If you’ve driven to the San Juans, especially in summer, you know the horror: scheduling a ferry slot months in advance, struggling with an overloaded website when the slots are released, allotting plenty of extra time in case you hit traffic, and showing up no later than 45 minutes before sailing. And then you fork over $30-$50 each way (plus the passenger fare) to haul the car on board.
Last Labor Day weekend, I tried a different way: public transit all the way from Seattle, to join my party already on Orcas Island with the car. Google Maps told me to leave downtown Seattle at 3:15pm to make the 7:20 sailing from Anacortes. It’s a 90 minute drive under ideal conditions, though if you’re driving to the islands you’d best leave some extra time.
That same uncertainty did me in, even on the bus. It will surprise no Snohomish County commuter that my 512 capitulated to the traffic. The HOV lane failed, and even though I’d departed 15 minutes earlier than recommended, I didn’t come close to making the (hourly) Skagit Transit 90X to Mt. Vernon. I grabbed a sandwich and schemed to get as close to possible to the ferry before switching to Lyft.
Gene Balk has a typically informative column ($) about who is taking to transit to work these days. University professors, housekeepers, and computer programmers have the highest transit share of any professions in Seattle. He astutely points out how much this has to do with where jobs are located. Seattle is incredibly fortunate that Amazon continues to place the vast majority of its office jobs in the center city.
Someone might use that as a story of how transit is now just a “hipster” phenomenon, but professional definitions are arbitrary — I don’t know the difference between “computer programmer” and “software developer” in this context.
Credit: Mark Nowlin/The Seattle Times
Meanwhile, less arbitrary divisions, like the income chart above, show that low income people remain, in both absolute and relative terms, the biggest users of transit in the region. Moreover, transit’s mode share is relatively stable across income boundaries. Broadly speaking, we’ve made transit an attractive option, and this creates a positive feedback loop. Creating higher-income riders creates stakeholders with more political power — which leads to better and more attractive transit.

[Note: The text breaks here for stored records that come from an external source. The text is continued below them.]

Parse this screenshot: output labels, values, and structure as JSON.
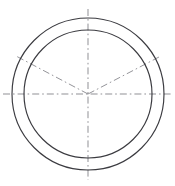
{
  "figure": {
    "title": "Concentric circles with centerlines and radial construction lines",
    "width": 175,
    "height": 186,
    "background_color": "#ffffff"
  },
  "geometry": {
    "center": {
      "x": 88,
      "y": 94,
      "label": "center-point"
    },
    "circles": [
      {
        "name": "outer-circle",
        "radius": 76,
        "line_style": "solid",
        "stroke_color": "#3b3b40",
        "stroke_width": 1.15
      },
      {
        "name": "inner-circle",
        "radius": 64,
        "line_style": "solid",
        "stroke_color": "#3b3b40",
        "stroke_width": 1.15
      }
    ],
    "centerlines": [
      {
        "name": "horizontal-centerline",
        "orientation": "horizontal",
        "line_style": "dash-dot",
        "stroke_color": "#8a8a8f",
        "from": {
          "x": 3,
          "y": 94
        },
        "to": {
          "x": 172,
          "y": 94
        }
      },
      {
        "name": "vertical-centerline",
        "orientation": "vertical",
        "line_style": "dash-dot",
        "stroke_color": "#8a8a8f",
        "from": {
          "x": 88,
          "y": 9
        },
        "to": {
          "x": 88,
          "y": 180
        }
      }
    ],
    "radial_lines": [
      {
        "name": "radial-line-upper-left",
        "angle_degrees": 152,
        "line_style": "dash-dot",
        "stroke_color": "#8e8e93",
        "from": {
          "x": 88,
          "y": 94
        },
        "to": {
          "x": 16,
          "y": 56
        }
      },
      {
        "name": "radial-line-upper-right",
        "angle_degrees": 28,
        "line_style": "dash-dot",
        "stroke_color": "#8e8e93",
        "from": {
          "x": 88,
          "y": 94
        },
        "to": {
          "x": 159,
          "y": 57
        }
      }
    ]
  },
  "line_style_definitions": {
    "dash_dot_pattern": "7 3 1.6 3",
    "solid_pattern": "none"
  }
}
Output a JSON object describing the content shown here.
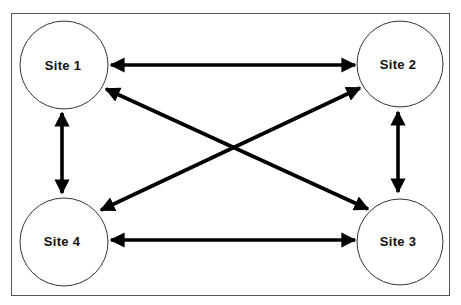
{
  "diagram": {
    "type": "network",
    "frame": {
      "x": 11,
      "y": 13,
      "width": 439,
      "height": 283,
      "stroke": "#555555"
    },
    "colors": {
      "node_stroke": "#333333",
      "arrow": "#000000",
      "background": "#ffffff"
    },
    "nodes": [
      {
        "id": "site1",
        "label": "Site 1",
        "cx": 64,
        "cy": 65,
        "r": 44
      },
      {
        "id": "site2",
        "label": "Site 2",
        "cx": 400,
        "cy": 64,
        "r": 43
      },
      {
        "id": "site3",
        "label": "Site 3",
        "cx": 400,
        "cy": 242,
        "r": 43
      },
      {
        "id": "site4",
        "label": "Site 4",
        "cx": 64,
        "cy": 242,
        "r": 44
      }
    ],
    "edges": [
      {
        "from": "site1",
        "to": "site2",
        "bidirectional": true
      },
      {
        "from": "site1",
        "to": "site4",
        "bidirectional": true
      },
      {
        "from": "site2",
        "to": "site3",
        "bidirectional": true
      },
      {
        "from": "site4",
        "to": "site3",
        "bidirectional": true
      },
      {
        "from": "site1",
        "to": "site3",
        "bidirectional": true
      },
      {
        "from": "site2",
        "to": "site4",
        "bidirectional": true
      }
    ]
  }
}
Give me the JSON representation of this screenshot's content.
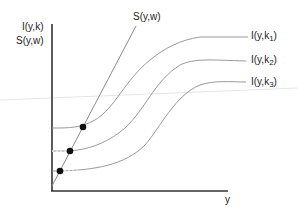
{
  "diagram": {
    "y_axis_label_line1": "I(y,k)",
    "y_axis_label_line2": "S(y,w)",
    "x_axis_label": "y",
    "saving_curve_label": "S(y,w)",
    "curves": [
      {
        "label_main": "I(y,k",
        "label_sub": "1",
        "label_close": ")"
      },
      {
        "label_main": "I(y,k",
        "label_sub": "2",
        "label_close": ")"
      },
      {
        "label_main": "I(y,k",
        "label_sub": "3",
        "label_close": ")"
      }
    ],
    "equilibrium_points": 3,
    "colors": {
      "axis": "#333333",
      "curve": "#9a9a9a",
      "point": "#111111"
    }
  }
}
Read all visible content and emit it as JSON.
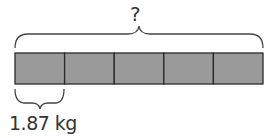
{
  "diagram": {
    "type": "tape-diagram",
    "total_label": "?",
    "unit_label": "1.87 kg",
    "segment_count": 5,
    "segment_color": "#9a9a9a",
    "border_color": "#2a2a2a"
  }
}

A twitter thread, since deleted, questioned which dollars the new Center City Connector cost estimates were expressed in. If the study counts year of expenditure (YOE) dollars, then simply deferring the project balloons the cost.
Absolutely obsessed with questions about YOE vs. constant dollars during the ST3 campaign, I was embarrassed not to think of this question myself. The Mayor’s Office responded like this:
Capital costs are estimated in current (2018) dollars with escalation included through mid-point of construction at 5% per year. The mid-point of construction was estimated to be in September 2020. KPMG used a 4% annual growth rate (real + nominal) to get to Opex figures, which are reflected in the increases.
Although the wording is unclear, it describes YOE dollars. The CCC is a relatively short project, so YOE doesn’t transform the numbers. The study summary is actually quite specific that delaying completion to 2022 accounts for $8m of the $54.8m capital cost increase. This is roughly in line with construction costs delayed for two years at 5% inflation ending up at $83m.
In the ST3 debate, these questions mattered a lot. Thanks to the long timeline, different units resulted in huge differences in headline figures in the context of a campaign. For the CCC, I’m not sure it matters. Apportioning blame is a fun parlor game. But most of the funding streams are fixed, so regardless of the cause, supporters will have to find the money somewhere.
Frank and I will tape another mailbag for our podcast as early as Wednesday night. Please fill this comment thread with your questions in the next day or so.